$10,000 invested in Walmart when it first traded in 1974 is worth $317 million today. Home Depot: $168 million. Microsoft: $64 million. These are the returns of a lifetime — the actual numbers behind the most iconic American stocks.
Every investor dreams of finding the next great stock. But the data reveals something humbling: the greatest stocks have already been identified. They are the household names that everyone knows — Walmart, Microsoft, Apple, Nike, Home Depot. The challenge was never identification. The challenge was holding. Holding through crashes, recessions, management crises, and the thousand small reasons the human mind invents to sell.
Using split-adjusted prices from the first available trading date through March 2026, we calculated what $10,000 invested in each iconic stock would be worth today. The numbers are staggering.
Walmart is the all-time champion — and it is not even close. $10,000 invested in Walmart in November 1974 is worth $317.7 million today. That is a 31,768x return over 51 years. Home Depot, which went public in 1981, is second at $168 million.

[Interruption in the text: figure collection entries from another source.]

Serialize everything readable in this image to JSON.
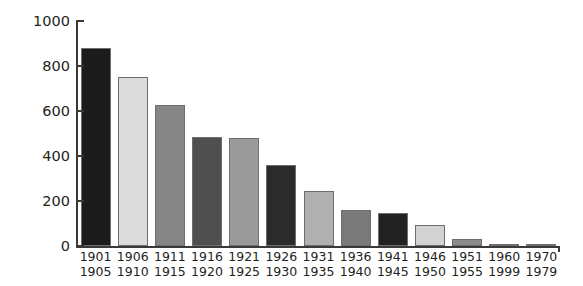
{
  "chart_data": {
    "type": "bar",
    "title": "",
    "subtitle": "",
    "xlabel": "",
    "ylabel": "",
    "ylim": [
      0,
      1000
    ],
    "yticks": [
      "0",
      "200",
      "400",
      "600",
      "800",
      "1000"
    ],
    "ytick_values": [
      0,
      200,
      400,
      600,
      800,
      1000
    ],
    "grid": false,
    "legend": "none",
    "categories": [
      "1901\n1905",
      "1906\n1910",
      "1911\n1915",
      "1916\n1920",
      "1921\n1925",
      "1926\n1930",
      "1931\n1935",
      "1936\n1940",
      "1941\n1945",
      "1946\n1950",
      "1951\n1955",
      "1960\n1999",
      "1970\n1979"
    ],
    "category_lines": [
      {
        "line1": "1901",
        "line2": "1905"
      },
      {
        "line1": "1906",
        "line2": "1910"
      },
      {
        "line1": "1911",
        "line2": "1915"
      },
      {
        "line1": "1916",
        "line2": "1920"
      },
      {
        "line1": "1921",
        "line2": "1925"
      },
      {
        "line1": "1926",
        "line2": "1930"
      },
      {
        "line1": "1931",
        "line2": "1935"
      },
      {
        "line1": "1936",
        "line2": "1940"
      },
      {
        "line1": "1941",
        "line2": "1945"
      },
      {
        "line1": "1946",
        "line2": "1950"
      },
      {
        "line1": "1951",
        "line2": "1955"
      },
      {
        "line1": "1960",
        "line2": "1999"
      },
      {
        "line1": "1970",
        "line2": "1979"
      }
    ],
    "values": [
      880,
      750,
      625,
      485,
      480,
      360,
      245,
      160,
      145,
      95,
      32,
      10,
      6
    ],
    "bar_colors": [
      "#1b1b1b",
      "#dcdcdc",
      "#868686",
      "#4f4f4f",
      "#9a9a9a",
      "#2b2b2b",
      "#b0b0b0",
      "#7a7a7a",
      "#222222",
      "#d2d2d2",
      "#8c8c8c",
      "#5a5a5a",
      "#a8a8a8"
    ],
    "bar_edge_color": "#6e6e6e",
    "axis_color": "#3a3a3a",
    "background_color": "#ffffff",
    "text_color": "#231f20"
  }
}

Microsoft, public since 1986, turned $10,000 into $64.4 million in 40 years.
Nvidia’s $46.7 million is remarkable because it was achieved in just 27 years (IPO in 1999). Its annualized return dwarfs every other stock on the list. Apple’s $25.5 million, Oracle’s $30.2 million, and Amazon’s $21.5 million round out the cohort of stocks that turned $10,000 into eight-figure fortunes.

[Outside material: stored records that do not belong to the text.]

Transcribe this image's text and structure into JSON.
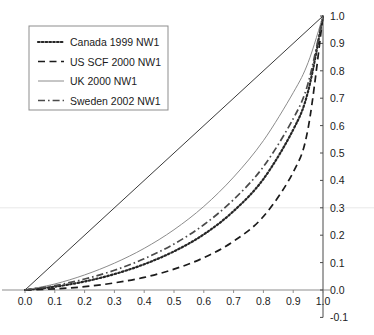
{
  "chart_data": {
    "type": "line",
    "title": "",
    "subtitle": "",
    "xlabel": "",
    "ylabel": "",
    "xlim": [
      0.0,
      1.0
    ],
    "ylim": [
      -0.1,
      1.0
    ],
    "grid": false,
    "legend_position": "top-left",
    "x_ticks": [
      "0.0",
      "0.1",
      "0.2",
      "0.3",
      "0.4",
      "0.5",
      "0.6",
      "0.7",
      "0.8",
      "0.9",
      "1.0"
    ],
    "x_tick_values": [
      0.0,
      0.1,
      0.2,
      0.3,
      0.4,
      0.5,
      0.6,
      0.7,
      0.8,
      0.9,
      1.0
    ],
    "y_ticks": [
      "1.0",
      "0.9",
      "0.8",
      "0.7",
      "0.6",
      "0.5",
      "0.4",
      "0.3",
      "0.2",
      "0.1",
      "0.0",
      "-0.1"
    ],
    "y_tick_values": [
      1.0,
      0.9,
      0.8,
      0.7,
      0.6,
      0.5,
      0.4,
      0.3,
      0.2,
      0.1,
      0.0,
      -0.1
    ],
    "x": [
      0.0,
      0.1,
      0.2,
      0.3,
      0.4,
      0.5,
      0.6,
      0.7,
      0.8,
      0.9,
      0.95,
      1.0
    ],
    "series": [
      {
        "name": "Canada 1999 NW1",
        "style": "dotted",
        "color": "#262626",
        "values": [
          0.0,
          0.012,
          0.031,
          0.058,
          0.094,
          0.141,
          0.203,
          0.288,
          0.405,
          0.585,
          0.725,
          1.0
        ]
      },
      {
        "name": "US SCF 2000 NW1",
        "style": "dashed",
        "color": "#1b1b1b",
        "values": [
          0.0,
          0.004,
          0.012,
          0.026,
          0.046,
          0.076,
          0.118,
          0.178,
          0.268,
          0.43,
          0.59,
          1.0
        ]
      },
      {
        "name": "UK 2000 NW1",
        "style": "solid",
        "color": "#8c8c8c",
        "values": [
          0.0,
          0.022,
          0.055,
          0.098,
          0.152,
          0.22,
          0.305,
          0.412,
          0.545,
          0.72,
          0.83,
          1.0
        ]
      },
      {
        "name": "Sweden 2002 NW1",
        "style": "dashdot",
        "color": "#4a4a4a",
        "values": [
          0.0,
          0.016,
          0.04,
          0.072,
          0.114,
          0.168,
          0.238,
          0.33,
          0.45,
          0.625,
          0.755,
          1.0
        ]
      }
    ],
    "reference_line": {
      "name": "line-of-equality",
      "style": "solid",
      "color": "#3a3a3a",
      "from": [
        0.0,
        0.0
      ],
      "to": [
        1.0,
        1.0
      ]
    },
    "legend_entries": [
      {
        "label": "Canada 1999 NW1",
        "style": "dotted"
      },
      {
        "label": "US SCF 2000 NW1",
        "style": "dashed"
      },
      {
        "label": "UK 2000 NW1",
        "style": "solid"
      },
      {
        "label": "Sweden 2002 NW1",
        "style": "dashdot"
      }
    ]
  }
}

| Ticker | First Date | First Price | Current | $10K Value |
|---|---|---|---|---|
| WMT | Nov 1974 | $0.004 | $120.72 | $317.7M |
| HD | Sep 1981 | $0.020 | $330.90 | $168.0M |
| MSFT | Mar 1986 | $0.060 | $383.21 | $64.4M |
| NVDA | Jan 1999 | $0.038 | $175.68 | $46.7M |
| ORCL | Mar 1986 | $0.051 | $154.34 | $30.2M |
| AAPL | Dec 1980 | $0.099 | $251.49 | $25.5M |
| UNH | Oct 1984 | $0.112 | $269.54 | $24.0M |
| AMZN | May 1997 | $0.098 | $210.14 | $21.5M |
| CSCO | Feb 1990 | $0.050 | $78.82 | $15.7M |
| INTC | Nov 1974 | $0.028 | $44.01 | $15.6M |
| ADBE | Aug 1986 | $0.198 | $247.64 | $12.5M |
| BA | Nov 1974 | $0.213 | $198.41 | $9.3M |
| LLY | Nov 1974 | $1.110 | $910.55 | $8.2M |
| MCD | Nov 1974 | $0.401 | $308.47 | $7.7M |
| XOM | Nov 1974 | $0.260 | $161.13 | $6.2M |
| KO | Nov 1974 | $0.138 | $75.11 | $5.4M |
| NKE | Dec 1980 | $0.099 | $52.71 | $5.4M |
| CAT | Nov 1974 | $1.670 | $701.70 | $4.2M |
| JPM | Nov 1974 | $1.080 | $289.91 | $2.7M |
| TSLA | Jun 2010 | $1.590 | $380.85 | $2.4M |
Several patterns emerge from the data. The oldest stocks are not the best performers. ExxonMobil, with data going back to 1974, returned $6.2 million on $10K — excellent in absolute terms but modest compared to Walmart ($317M) from the same starting year. Intel, also from 1974, returned $15.6M. The companies that delivered the most extreme returns were the ones that combined both longevity and sustained hypergrowth — Walmart growing from 78 stores to 10,500, Microsoft growing from a startup to a $3 trillion company.
The tech stocks achieved comparable or superior returns in less time. Nvidia turned $10K into $46.7M in 27 years. Amazon did $21.5M in 29 years. Apple did $25.5M in 45 years. The annualized returns of the tech cohort (30%+ for Nvidia) dwarf even the legendary returns of Walmart (22% annualized).
The most underappreciated names on the list may be UnitedHealth ($24M from 1984), Adobe ($12.5M from 1986), and Eli Lilly ($8.2M from 1974). These are not companies that typically feature in “greatest stocks of all time” lists, but their long-term returns rival or exceed many of the household names.
The returns of a lifetime belong to the patient. $10,000 in Walmart in 1974 survived the 1987 crash, the 1990 recession, the dot-com bust, the financial crisis, the pandemic, and a hundred smaller setbacks — and is now worth $317 million. The same $10,000 in Microsoft in 1986 weathered the antitrust trial, the lost decade of 2000–2013, and a complete strategic overhaul under Nadella — and is worth $64 million.
The lesson across 101 years of market cap history is simple. Great companies are easy to identify — they are the names everyone knows. The hard part is holding. The compounding only works if you let it.